Thompson, a reporter for The Washington Post, draws on journals she has kept since she was a teenager in Atlanta to chronicle her condition in this evocative memoir. Subject to intense sadness and fits of uncontrollable weeping in school, Thompson considered suicide at 14. During the next few years, still struggling with depressive episodes and suffering from insomnia, she started taking Valium, sleeping pills and cough medicines laced with codeine. She was also abusing alcohol.
Recurring bouts of depression seem to have darkened every corner of her life. In 1990, Thompson landed in the psychiatric ward of Suburban Hospital in Bethesda, Md., effectively missing the biggest story on her beat: D.C. Mayor Marion Barry's indictment on cocaine-possession charges. Her boyfriend appears to be far too controlling to ultimately be of any good to her, but it takes a psychiatrist—she had tried therapy on and off—to make her see it (readers may cheer when she finally dumps the guy).
A dispassionate reporter, Thompson recounts the steps she took toward controlling this consumming disease—in her case the drug Prozac proved to be the best treatment—in this powerful story. It's a frightening tale that will strike a nerve in anyone whose life has been touched by the agony of mental illness. (Putnam, $23.95)
by Michael Daly
This first novel by New York Daily News columnist Michael Daly operates on two levels. Down in the "Hole," the New York City Transit Police's nickname for the city's vast and complex subway system, Under Ground is an engaging procedural in a little-known venue. Up on the street it is a tale of coming to grips with life's gray light.
In the mid-'80s officer Jack Swann and his fellows pursue "posses," packs of black teenagers who gather to rob "vies." They choose their prey by the size of their "prints"—the outline of the wallets in their pockets. The way the cynical transit cops make extra bucks is by a process called "trash for cash": Booking the thieves takes so many hours in New York City's choked justice system that they are assured of overtime pay.

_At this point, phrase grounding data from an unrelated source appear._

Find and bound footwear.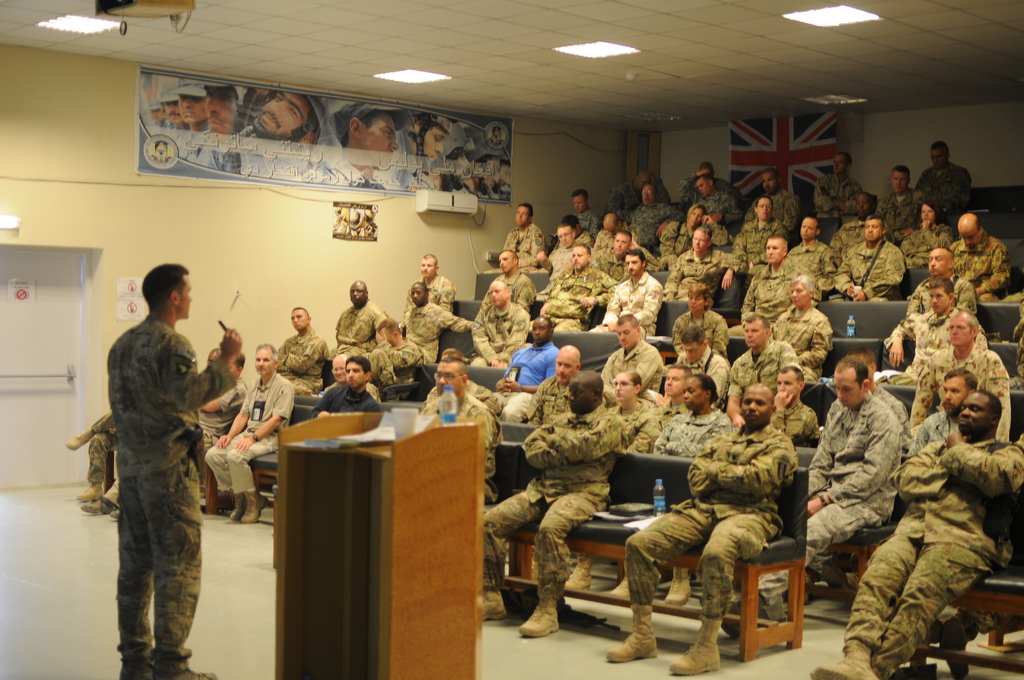
Bound: (x1=115, y1=660, x2=156, y2=679).
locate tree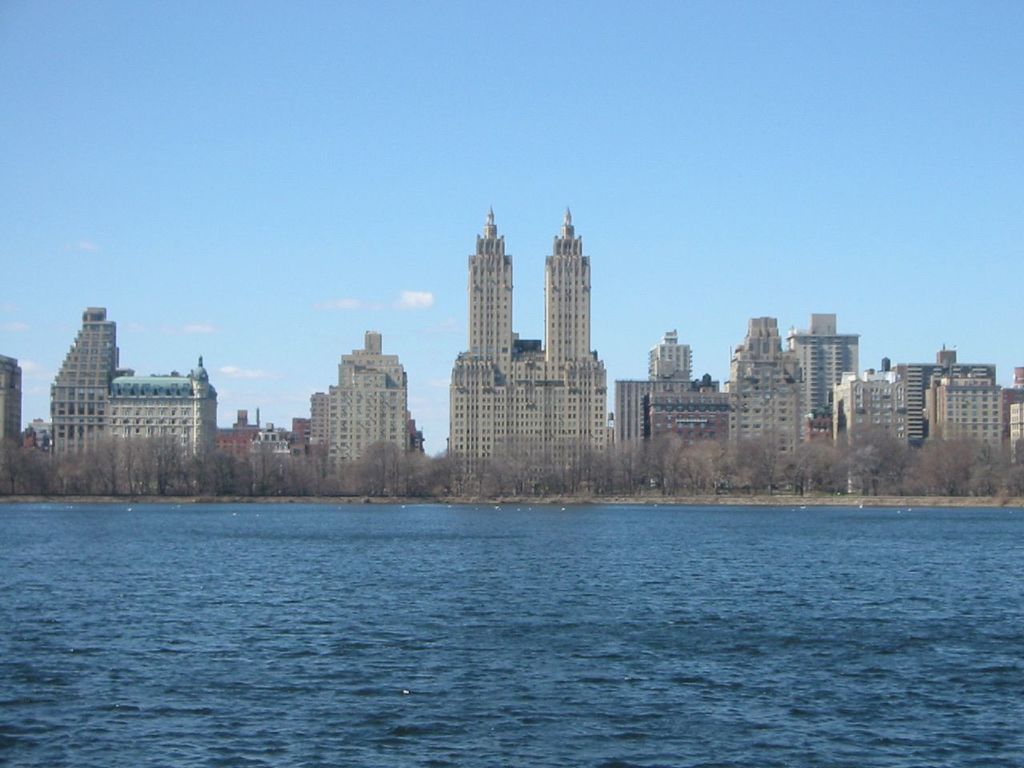
left=279, top=450, right=306, bottom=498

When a teenager is killed while struggling with Swann for his police revolver (wounding the officer in the process), the novel moves to a higher literary plane. After his near-death experience, Swann challenges the assumptions of his circumscribed life. The dowdy, overweight son of a cop goes on a diet and steps out as a one-man subway crime-stopper in plain clothes. Borrowing $10,000, Swann starts wearing Brooks Brothers suits and Homberg hats into the Hole.

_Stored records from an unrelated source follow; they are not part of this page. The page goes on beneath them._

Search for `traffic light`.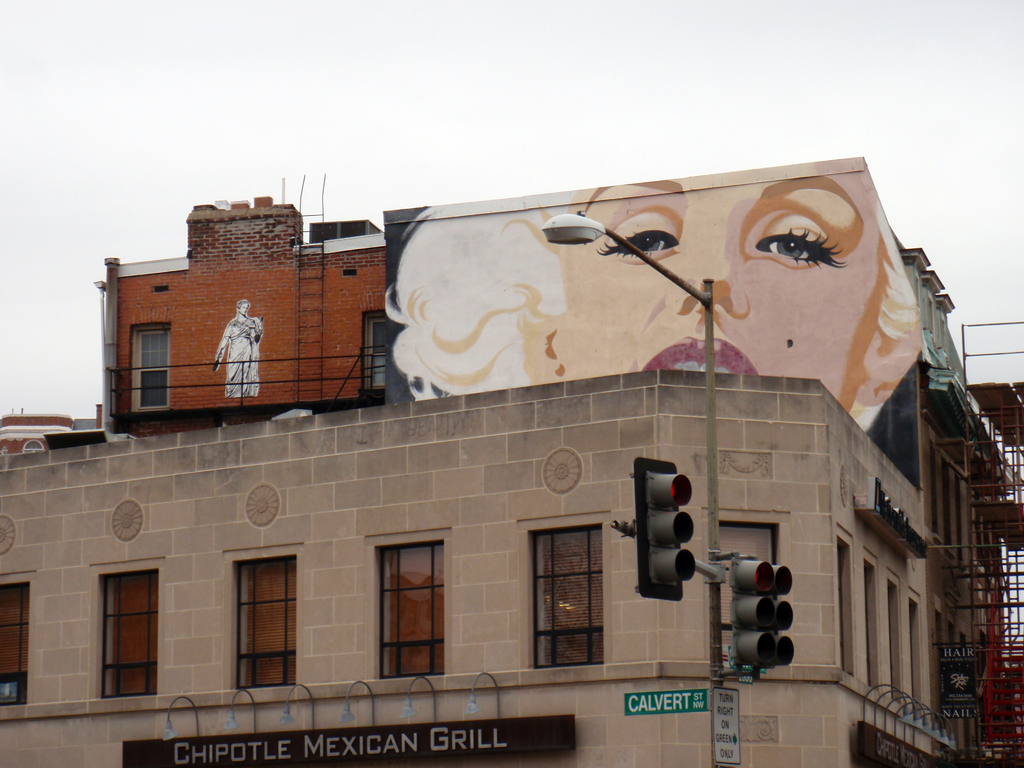
Found at {"left": 730, "top": 554, "right": 794, "bottom": 671}.
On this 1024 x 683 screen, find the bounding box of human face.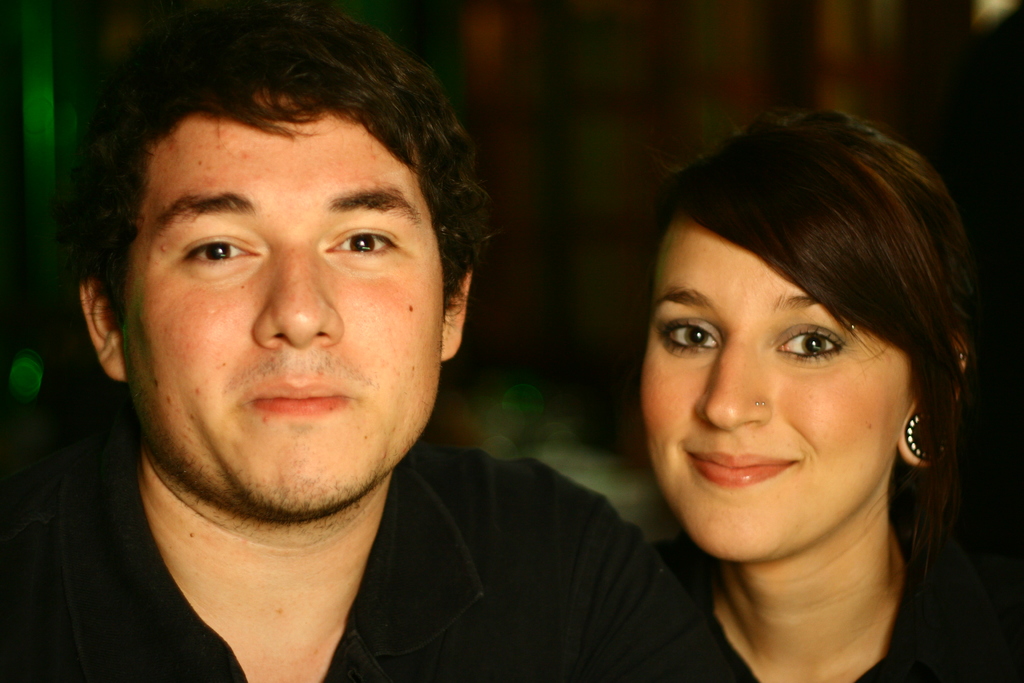
Bounding box: (634,217,908,562).
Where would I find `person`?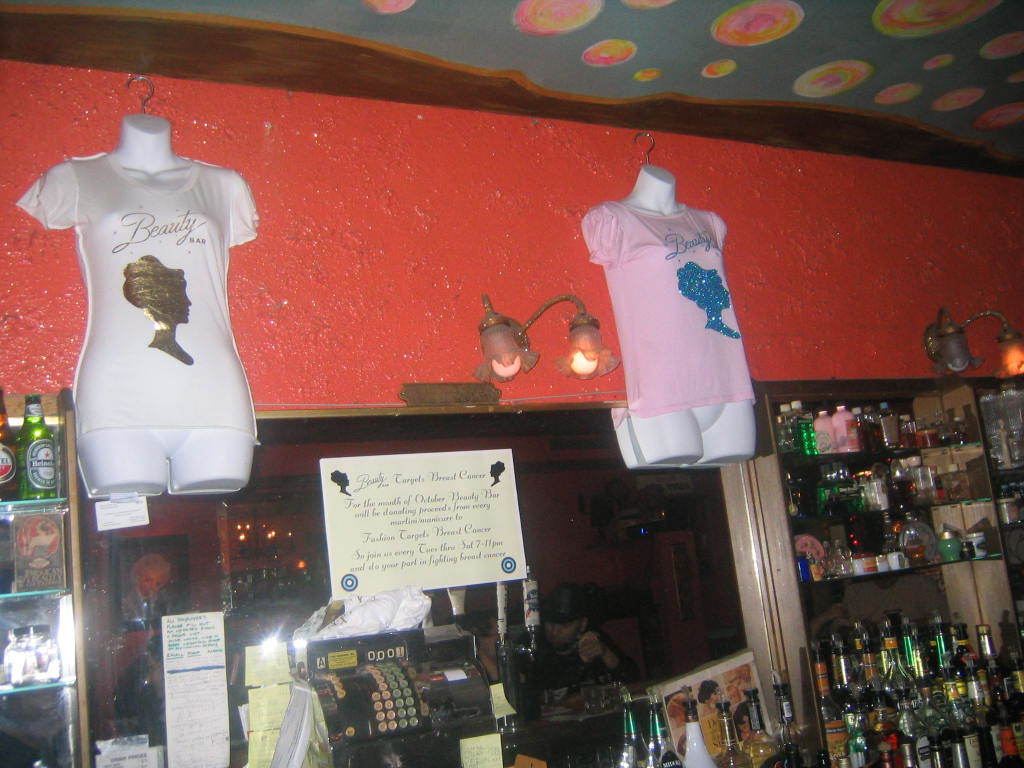
At <bbox>0, 602, 97, 767</bbox>.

But his grandiose attempts to escape reality eventually fail. Swann's police-department bosses wonder where the money is coming from, and his wife, Ellen, boots him out after she discovers his affair with the beautiful Danica, a family friend. Swann's way, in—and out—of the subterranean world, makes for a riveting ride, and Daly's well-crafted conclusion will carry readers a stop or two past their destination. (Little, Brown, $21.95)
- Contributors:
- Susan Toepfer,
- Michael Lemonick,
- Alex Tresniowski,
- Elaine Kahn,
- J.D. Reed.
Saved by the Bell Reunion
The hookups, the meltdowns, the memoires
The case reveals what was really going on what they think of each other now!